I am Petr Viktorin, a student from Brno, Czech republic. In this introductory post, I'll tell you about a project I've been developing for the past three years: an information system for a small hotel.
There is a small hotel in Brno that used to manage everything on paper. They had huge A3 sheets to organize their reservations, a book of guests, a book of payments, separate papers for managing long-term guests. An eraser was used to cancel reservations. Each guest's name, and other details, had to be written about three times to three different places. Searching was next to impossible.
So, the management turned to computers. They tried out some existing hotel software, only to find that it it was not suited (or flexible enough) for their purposes: the main problem was that most of the people working at the reception counter had little or no computer experience, and learning complicated systems was simply beyond them.
So, the hotel turned to me.
My responsibility was to build and deploy the whole system, write documentation, and help train the employees to use it. I was given one year to build a basic production version, and another to add a payment system and other additions.
I chose C++, Qt and MySQL technologies to implement the system, a choice I never regretted later.
An enthusiastic employee (there was only one; the others were quite skeptical) helped me sketch out the requirements: ease of use, familiarity to users of the existing paper-based system, ability to safely work from multiple computers, details about what information to store and display. Most of these were not formalized; many of the few that were were quietly ignored or changed later as I learned about hotels and my client about computers.
For example, one of the stated requirements was a special kind of reservation for large groups. This reflected the fact that large reservations were handled very differently, and even by different people, than normal ones. However, normal reservations ended up being general enough, so this separation was never needed.
The important thing was communication: I discussed the development choices in a language normal people could understand, watched what users were doing wrong and adapted the program to make it easier to use and prevent mistakes. I kept the code modular and easy to change, so the constant requirement modifications did not cause many problems. Only in one case I had to rewrite a major portion, the reservation display screen.
A year later, most of the employees were thanking me for saving much of their work: now, each guest's name only has to be written once, and with regular guests, typing the first few letters of the name and a click is enough to put all the needed details in almost all the required places. (This is starting to sound like an ad, isn't it? :)
This project is still going on – I have about six items in my to-do list (or the list of unmet requirements, if you like): half of them have to do with changes in legislation – changed tax amounts and information that the law requires to be kept on file in printed form. The other half is making some common tasks easier to do.
Oh, and the documentation is still unfinished. Nobody would read it anyway; instead there is a few short „howto“ documents for less obvious things.
I believe that for this one-man project, this kind of natural handling of requirements was perfect, and any attempts at a more formal method would both slow the development down and confuse the client. I might be wrong, though – there might be a more effective way to do this, and that is why I enrolled in this course.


TASK BRIEF: Every line of the data that includes "existência" should be copied out.

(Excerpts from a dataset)
◇ ◇ ◇ ◇

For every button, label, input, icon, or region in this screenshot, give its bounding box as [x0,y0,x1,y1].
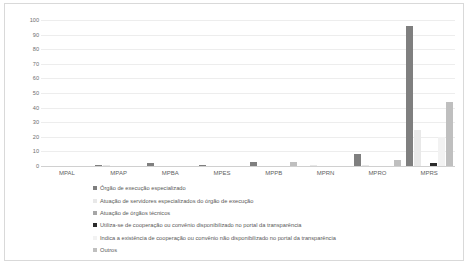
y-axis: 1009080706050403020100 [13,20,39,166]
bar[interactable] [438,137,445,166]
bar-group-mpal [41,20,93,166]
x-axis-label-mpap: MPAP [93,167,145,181]
x-axis-label-mpal: MPAL [41,167,93,181]
y-axis-tick: 0 [13,163,39,169]
y-axis-tick: 80 [13,46,39,52]
legend-label: Órgão de execução especializado [100,185,186,191]
legend-swatch-icon [93,236,97,240]
bar-group-mpro [352,20,404,166]
bar-group-mpba [145,20,197,166]
bar[interactable] [147,163,154,166]
bar-group-mpap [93,20,145,166]
legend-swatch-icon [93,199,97,203]
chart-legend: Órgão de execução especializadoAtuação d… [93,182,453,256]
y-axis-tick: 20 [13,134,39,140]
x-axis-label-mppb: MPPB [248,167,300,181]
legend-item[interactable]: Outros [93,244,453,256]
chart-container: 1009080706050403020100 MPALMPAPMPBAMPESM… [4,3,464,261]
bar[interactable] [354,154,361,166]
plot-canvas [41,20,455,166]
bar[interactable] [199,165,206,166]
x-axis-label-mprs: MPRS [403,167,455,181]
plot-area: 1009080706050403020100 [5,4,465,179]
bar[interactable] [310,165,317,166]
y-axis-tick: 70 [13,61,39,67]
legend-label: Outros [100,247,117,253]
legend-swatch-icon [93,223,97,227]
legend-item[interactable]: Atuação de órgãos técnicos [93,207,453,219]
legend-swatch-icon [93,186,97,190]
bar-group-mprs [403,20,455,166]
bar[interactable] [414,130,421,167]
legend-label: Atuação de órgãos técnicos [100,210,170,216]
y-axis-tick: 50 [13,90,39,96]
legend-label: Utiliza-se de cooperação ou convênio dis… [100,222,301,228]
x-axis-label-mprn: MPRN [300,167,352,181]
legend-label: Atuação de servidores especializados do … [100,198,253,204]
x-axis-label-mpes: MPES [196,167,248,181]
bar[interactable] [362,165,369,166]
legend-item[interactable]: Órgão de execução especializado [93,182,453,194]
y-axis-tick: 30 [13,119,39,125]
bar-groups [41,20,455,166]
bar-group-mppb [248,20,300,166]
bar[interactable] [250,162,257,166]
y-axis-tick: 100 [13,17,39,23]
bar[interactable] [103,165,110,166]
bar[interactable] [95,165,102,166]
y-axis-tick: 40 [13,105,39,111]
y-axis-tick: 10 [13,148,39,154]
legend-swatch-icon [93,211,97,215]
bar[interactable] [430,163,437,166]
bar[interactable] [406,26,413,166]
legend-item[interactable]: Atuação de servidores especializados do … [93,194,453,206]
legend-item[interactable]: Indica a existência de cooperação ou con… [93,232,453,244]
bar-group-mpes [196,20,248,166]
legend-label: Indica a existência de cooperação ou con… [100,235,336,241]
bar[interactable] [394,160,401,166]
bar-group-mprn [300,20,352,166]
bar[interactable] [446,102,453,166]
legend-swatch-icon [93,248,97,252]
x-axis-label-mpba: MPBA [145,167,197,181]
x-axis-label-mpro: MPRO [352,167,404,181]
bar[interactable] [290,162,297,166]
x-axis: MPALMPAPMPBAMPESMPPBMPRNMPROMPRS [41,167,455,181]
y-axis-tick: 60 [13,75,39,81]
legend-item[interactable]: Utiliza-se de cooperação ou convênio dis… [93,219,453,231]
y-axis-tick: 90 [13,32,39,38]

◇ ◇ ◇ ◇

ANSWER FOR THE TASK:
legend-item[interactable]: Indica a existência de cooperação ou con… [93,232,453,244]
legend-label: Indica a existência de cooperação ou con… [100,235,336,241]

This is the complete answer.